11. In view of the foregoing, the Court cannot but reject the applicant’s complaint under Article 2 of the Convention as manifestly ill-founded pursuant to Article 35 §§ 3 (a) and 4 thereof.

12. As regards the applicant’s complaint under Article 6 § 1 of the Convention regarding the length of the criminal proceedings, the Court notes that the death of his wife occurred on 27 September 2008 and that by 8 December 2011 the public prosecution service had dropped their charges in respect of the three doctors concerned. The applicant subsequently took over the prosecution of the case in the capacity of a subsidiary prosecutor and by 26 August 2015 both the Kraljevo Court of First Instance and the Kragujevac Appeals Court acquitted the defendants. The applicant was thus the injured party in the proceedings, not the defendant, and the criminal limb of Article 6 § 1 was not applicable. Also, the applicant had never raised a civil claim of any sort as part of those proceedings and under Serbian law a criminal conviction was not a formal precondition for obtaining damages in a separate civil action, meaning that the outcome of the criminal case was likewise not decisive for the applicant’s “civil rights and obligations” referred to in Article 6 § 1 (see Perez v. France [GC], no. 47287/99, §§ 57-72, ECHR 2004 ‑ I, and Ristić v. Serbia , no. 32181/08, § 44, 18 January 2011; see also, mutatis mutandis , Đekić and Others v. Serbia , no. 32277/07, § 41 and § 42 in fine , 29 April 2014, and compare and contrast Bistrović-Nastić v. Serbia (dec.), no. 47040/07, §§ 28 and 29, 11 September 2018).
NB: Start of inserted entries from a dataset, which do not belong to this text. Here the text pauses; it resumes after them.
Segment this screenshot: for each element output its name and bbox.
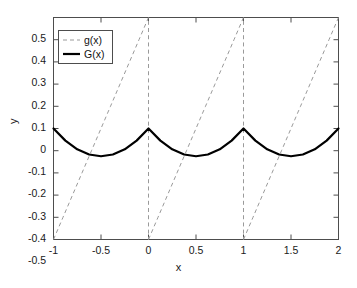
figure-canvas: 0.5 0.4 0.3 0.2 0.1 0 -0.1 -0.2 -0.3 -0.… [0,0,357,288]
y-tick-label-0.5: 0.5 [4,33,46,44]
y-tick-label-neg0.2: -0.2 [4,188,46,199]
x-tick-label-0.5: 0.5 [170,245,222,256]
y-tick-label-0: 0 [4,144,46,155]
x-tick-label-2: 2 [313,245,357,256]
x-tick-label-neg0.5: -0.5 [75,245,127,256]
y-tick-label-0.4: 0.4 [4,55,46,66]
x-tick-label-neg1: -1 [28,245,79,256]
y-tick-label-0.3: 0.3 [4,77,46,88]
x-tick-label-1.5: 1.5 [265,245,317,256]
y-tick-label-neg0.3: -0.3 [4,211,46,222]
y-axis-title: y [8,119,19,125]
legend-label-Gx: G(x) [84,49,104,60]
x-tick-label-0: 0 [123,245,174,256]
x-tick-label-1: 1 [218,245,269,256]
legend-label-gx: g(x) [84,35,102,46]
y-tick-label-neg0.1: -0.1 [4,166,46,177]
x-axis-title: x [0,262,357,273]
y-tick-label-neg0.4: -0.4 [4,233,46,244]
y-tick-label-0.2: 0.2 [4,100,46,111]
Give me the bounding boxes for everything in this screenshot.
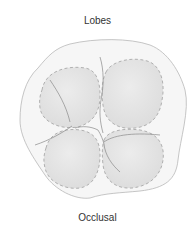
diagram-caption: Occlusal [0,212,195,223]
tooth-occlusal-diagram [0,0,195,233]
lobe-mesiolingual [44,130,100,189]
lobe-distobuccal [102,59,163,128]
crown-outline [20,40,186,199]
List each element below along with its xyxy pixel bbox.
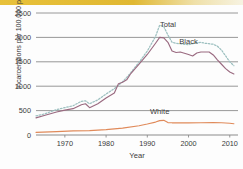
annotation-white: White	[150, 107, 169, 116]
x-tick-labels: 19701980199020002010	[57, 135, 238, 148]
x-tick-label: 2010	[222, 139, 238, 148]
x-tick-label: 1990	[139, 139, 155, 148]
y-tick-labels: 05001000150020002500	[15, 9, 31, 140]
data-series-group	[36, 25, 234, 132]
x-tick-label: 1970	[57, 139, 73, 148]
y-tick-label: 2500	[15, 9, 31, 18]
x-tick-label: 1980	[98, 139, 114, 148]
annotation-total: Total	[160, 20, 176, 29]
y-tick-label: 1500	[15, 57, 31, 66]
line-chart-plot: 05001000150020002500 1970198019902000201…	[0, 0, 243, 169]
y-tick-label: 1000	[15, 82, 31, 91]
x-axis-title: Year	[129, 151, 145, 160]
annotation-black: Black	[179, 37, 198, 46]
x-tick-label: 2000	[180, 139, 196, 148]
series-line-black	[36, 37, 234, 118]
y-tick-label: 500	[19, 106, 31, 115]
y-tick-label: 2000	[15, 33, 31, 42]
series-line-total	[36, 25, 234, 116]
series-line-white	[36, 120, 234, 132]
gridlines	[36, 13, 238, 135]
y-tick-label: 0	[27, 131, 31, 140]
series-annotations: TotalBlackWhite	[150, 20, 198, 116]
chart-container: Incarcerations per 100,000 people 050010…	[0, 0, 243, 169]
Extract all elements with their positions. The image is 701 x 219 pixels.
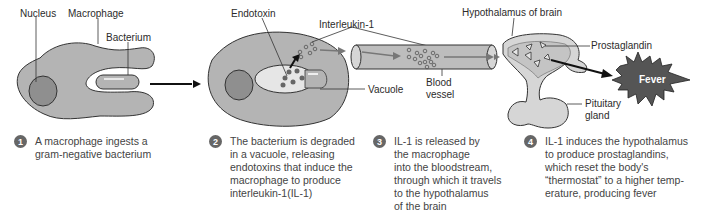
nucleus-2 [225, 70, 253, 100]
bacterium-label: Bacterium [106, 32, 151, 44]
blood-vessel [351, 45, 497, 69]
step-1: 1 A macrophage ingests agram-negative ba… [14, 135, 151, 161]
step-2: 2 The bacterium is degradedin a vacuole,… [209, 135, 355, 200]
step-4: 4 IL-1 induces the hypothalamusto produc… [524, 135, 688, 200]
nucleus-1 [29, 76, 57, 106]
step-3: 3 IL-1 is released bythe macrophageinto … [373, 135, 501, 213]
vacuole-label: Vacuole [368, 84, 403, 96]
pituitary-label-2: gland [585, 110, 609, 122]
pituitary-label-1: Pituitary [585, 98, 621, 110]
arrow-to-vessel [320, 50, 340, 51]
macrophage-cell-2 [208, 32, 349, 126]
step-description: IL-1 is released bythe macrophageinto th… [394, 135, 501, 213]
blood-vessel-label-2: vessel [426, 89, 454, 101]
macrophage-label: Macrophage [68, 8, 124, 20]
nucleus-label: Nucleus [20, 8, 56, 20]
interleukin-label: Interleukin-1 [319, 19, 374, 31]
prostaglandin-label: Prostaglandin [591, 40, 652, 52]
hypothalamus [503, 34, 587, 128]
endotoxin-label: Endotoxin [231, 8, 275, 20]
hypothalamus-label: Hypothalamus of brain [462, 7, 562, 19]
blood-vessel-label-1: Blood [426, 77, 452, 89]
bacterium-1 [96, 75, 139, 89]
step-number-badge: 3 [373, 135, 386, 148]
degraded-bacterium [305, 70, 327, 88]
step-number-badge: 4 [524, 135, 537, 148]
step-number-badge: 1 [14, 135, 27, 148]
step-description: The bacterium is degradedin a vacuole, r… [230, 135, 355, 200]
step-description: IL-1 induces the hypothalamusto produce … [545, 135, 688, 200]
step-description: A macrophage ingests agram-negative bact… [35, 135, 151, 161]
fever-label: Fever [639, 74, 666, 85]
step-number-badge: 2 [209, 135, 222, 148]
macrophage-cell-1 [17, 43, 154, 119]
13. Accordingly, the applicant’s complaint about the length of the criminal proceedings is incompatible ratione materiae with the provisions of the Convention within the meaning of Article 35 § 3 (a) and must be rejected in accordance with Article 35 § 4.
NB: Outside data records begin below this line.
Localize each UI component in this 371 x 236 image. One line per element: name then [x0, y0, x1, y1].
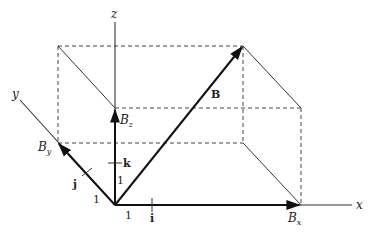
- z-unit-length: 1: [117, 174, 124, 187]
- vector-B-label: B: [211, 88, 220, 101]
- vector-Bx-label: Bx: [287, 211, 302, 227]
- unit-vector-k: k: [123, 157, 131, 170]
- z-axis-label: z: [110, 7, 118, 21]
- vector-B: [115, 47, 242, 205]
- x-axis-label: x: [356, 198, 363, 212]
- component-vectors: [59, 47, 299, 205]
- axes: [20, 22, 352, 205]
- vector-By: [59, 144, 115, 205]
- y-axis-label: y: [11, 87, 19, 101]
- unit-vector-i: i: [150, 212, 154, 225]
- vector-Bz-label: Bz: [119, 113, 134, 129]
- vector-By-label: By: [37, 140, 52, 156]
- vector-components-diagram: z x y B Bz By Bx k j i 1 1 1: [0, 0, 371, 236]
- unit-vector-j: j: [72, 178, 77, 191]
- y-unit-length: 1: [93, 193, 100, 206]
- x-unit-length: 1: [125, 209, 132, 222]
14. Turning to the length of proceedings before the Constitutional Court, in respect of which Article 6 § 1 of the Convention is applicable (see, for example, Te šić v. Serbia , nos. 4678/07 and 50591/12, § 77, 11 February 2014), the Court notes that they lasted from 9 October 2015 to 18 November 2016, that is for a period of approximately thirteen months, which cannot be deemed excessive and as such in breach of the reasonable-time requirement contained in that provision (compare and contrast, among other authorities, Tešić , cited above, § 77, with further references).

15. In view of the foregoing, the Court rejects this part of the application as manifestly ill-founded pursuant to Article 35 §§ 3 (a) and 4 of the Convention.

For these reasons, the Court, unanimously,

Declares the application inadmissible.

Done in English and notified in writing on 17 March 2022.